DETROIT – Every painful moment of a confrontation between a camera crusader and a Detroit woman was caught on video 10 months ago, but now, the woman says her life looks much different thanks to the video.
Jonathan Pommerville is the camera crusader of Detroit's run-down Brightmoor neighborhood.
Week after week, he's out with his camera chasing out illegal dumpers, johns, prostitutes and drug addicts. His persistence and his video are doing a lot more than cleaning up the streets.
Ten months ago, Pommerville watched two women take a baby into a vacant house that had just been boarded up by a volunteer youth group fighting blight in Brightmoor.
"Taking a baby into the house?" Pommerville asks in the video. "I sure hope not. Going to do drugs in there too?"
"No no no, you're going to have to find another place to do whatever you're doing young lady," Pommerville tells the woman a few moments later.
Like all his raw, unfiltered videos, Pommerville posted the exchange online. His goal is to shame people into going somewhere else, anywhere else.
"No surprise who I am," Pommerville said. "I am the video vigilante of my neighborhood. I do not like people hustling booty here at eight in the morning."
No one is happy to see him or his camera.
"Are you filming me right now?" the woman asks in the video.
"I film everybody," Pommerville says.
"Today, I decided after seeing a child go in there with their mother, that this is not the place for an open shop anymore," he says.
Ten months later, this comment was posted to that video:
"Hi. I am the blonde female in the video. The first time I saw this I was pretty mad, but since this video, I have gotten help and entered rehab shortly after. I would like to say thank you, as twisted as that sounds, because this video is forever a reminder of the life I never want to go back to."
"Who knew my video would actually lead to her getting help from someone," Pommerville said.
The woman in the video is Lauren Hardin. She is out of rehab and is living in Utah, far from Brightmoor.
"Shortly after you posted it, someone in Brightmoor said, 'Look, Lauren's on Youtube," Hardin said. "And I was like, 'What are you talking about?' I watched it and was like, 'What the hell?'"
Hardin is a 23-year-old from South Lyon.
"I sniffed a pack of heroin and, just feeling like this is the drug for me," Hardin said.
She said heroin led to crack and both led to a man's car.
"I was from a small town," Hardin said. "I didn't know what was going on. He starts talking and, 'Oh my God, I'm going on my first date.'"
She was meeting men for sex up and down Telegraph Road -- money for her addiction.
Hardin said at 8 a.m. she had just shot up when she came into focus on Pommerville's camera. She was looking for a place to sleep.
"I stay here. That's the cleanest place I found. It's where the couches are at," she said.
Doug Woodcock owns a construction company in Brighton and watches Pommerville's videos on Facebook. One of his addicted former employees showed up one night, high on crack. He had a girl in his car.
It was Hardin.
"She was dirty," Woodcock said. "You could tell she hadn't slept in a long time."
The man dumped Hardin at Woodcock's house. He knew her from the video and he said both he and Hardin knew drastic action had to be taken.
"I'm going to lock you in my house," Woodcock said. "I'm going to detox you."
Why was Hardin ready to take that step? She said her best friend, who was in Pommerville's video with her baby, overdosed in her motel room.
Losing her friend led Hardin to meeting Woodcock, which led to rehab.
"I watch (the video as) a reminder where I don't want to be," Hardin said.
"My video did not save her, let's not get that mixed up," Pommerville said. "She saved herself. It was just the hard look through my video that she made that change."
Hardin said getting clean hasn't been easy. She is trying to mend family relationships. Her daughter is living with an aunt in Birmingham, but she is turning her life around. She is engaged and has a baby on the way.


**Your assignment**
Each line of the material below is to be written out exactly. Leave out any picture.

**Given data**
+===+
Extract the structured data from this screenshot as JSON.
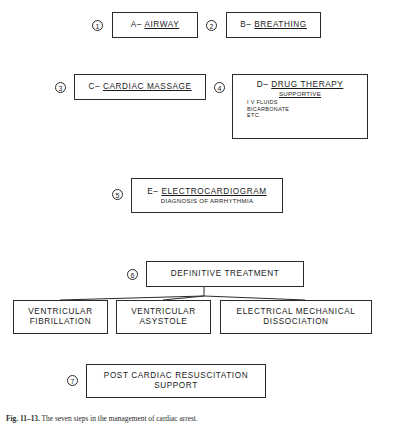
{
  "figure": {
    "caption_label": "Fig. 11–13.",
    "caption_text": "The seven steps in the management of cardiac arrest."
  },
  "steps": [
    {
      "number": "1",
      "title_prefix": "A– ",
      "title_underlined": "AIRWAY",
      "sub": "",
      "details": []
    },
    {
      "number": "2",
      "title_prefix": "B– ",
      "title_underlined": "BREATHING",
      "sub": "",
      "details": []
    },
    {
      "number": "3",
      "title_prefix": "C– ",
      "title_underlined": "CARDIAC MASSAGE",
      "sub": "",
      "details": []
    },
    {
      "number": "4",
      "title_prefix": "D– ",
      "title_underlined": "DRUG THERAPY",
      "sub": "SUPPORTIVE",
      "details": [
        "I V FLUIDS",
        "BICARBONATE",
        "ETC."
      ]
    },
    {
      "number": "5",
      "title_prefix": "E– ",
      "title_underlined": "ELECTROCARDIOGRAM",
      "sub": "DIAGNOSIS OF ARRHYTHMIA",
      "details": []
    },
    {
      "number": "6",
      "title_prefix": "",
      "title_underlined": "",
      "title_plain": "DEFINITIVE TREATMENT",
      "sub": "",
      "details": []
    },
    {
      "number": "7",
      "title_prefix": "",
      "title_underlined": "",
      "title_plain": "POST CARDIAC RESUSCITATION",
      "sub": "SUPPORT",
      "details": []
    }
  ],
  "outcomes": [
    {
      "line_a": "VENTRICULAR",
      "line_b": "FIBRILLATION"
    },
    {
      "line_a": "VENTRICULAR",
      "line_b": "ASYSTOLE"
    },
    {
      "line_a": "ELECTRICAL MECHANICAL",
      "line_b": "DISSOCIATION"
    }
  ],
  "colors": {
    "ink": "#2a2a2a",
    "paper": "#ffffff"
  }
}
+===+
**Finished task**
Extract the structured data from this screenshot as JSON.
{
  "figure": {
    "caption_label": "Fig. 11–13.",
    "caption_text": "The seven steps in the management of cardiac arrest."
  },
  "steps": [
    {
      "number": "1",
      "title_prefix": "A– ",
      "title_underlined": "AIRWAY",
      "sub": "",
      "details": []
    },
    {
      "number": "2",
      "title_prefix": "B– ",
      "title_underlined": "BREATHING",
      "sub": "",
      "details": []
    },
    {
      "number": "3",
      "title_prefix": "C– ",
      "title_underlined": "CARDIAC MASSAGE",
      "sub": "",
      "details": []
    },
    {
      "number": "4",
      "title_prefix": "D– ",
      "title_underlined": "DRUG THERAPY",
      "sub": "SUPPORTIVE",
      "details": [
        "I V FLUIDS",
        "BICARBONATE",
        "ETC."
      ]
    },
    {
      "number": "5",
      "title_prefix": "E– ",
      "title_underlined": "ELECTROCARDIOGRAM",
      "sub": "DIAGNOSIS OF ARRHYTHMIA",
      "details": []
    },
    {
      "number": "6",
      "title_prefix": "",
      "title_underlined": "",
      "title_plain": "DEFINITIVE TREATMENT",
      "sub": "",
      "details": []
    },
    {
      "number": "7",
      "title_prefix": "",
      "title_underlined": "",
      "title_plain": "POST CARDIAC RESUSCITATION",
      "sub": "SUPPORT",
      "details": []
    }
  ],
  "outcomes": [
    {
      "line_a": "VENTRICULAR",
      "line_b": "FIBRILLATION"
    },
    {
      "line_a": "VENTRICULAR",
      "line_b": "ASYSTOLE"
    },
    {
      "line_a": "ELECTRICAL MECHANICAL",
      "line_b": "DISSOCIATION"
    }
  ],
  "colors": {
    "ink": "#2a2a2a",
    "paper": "#ffffff"
  }
}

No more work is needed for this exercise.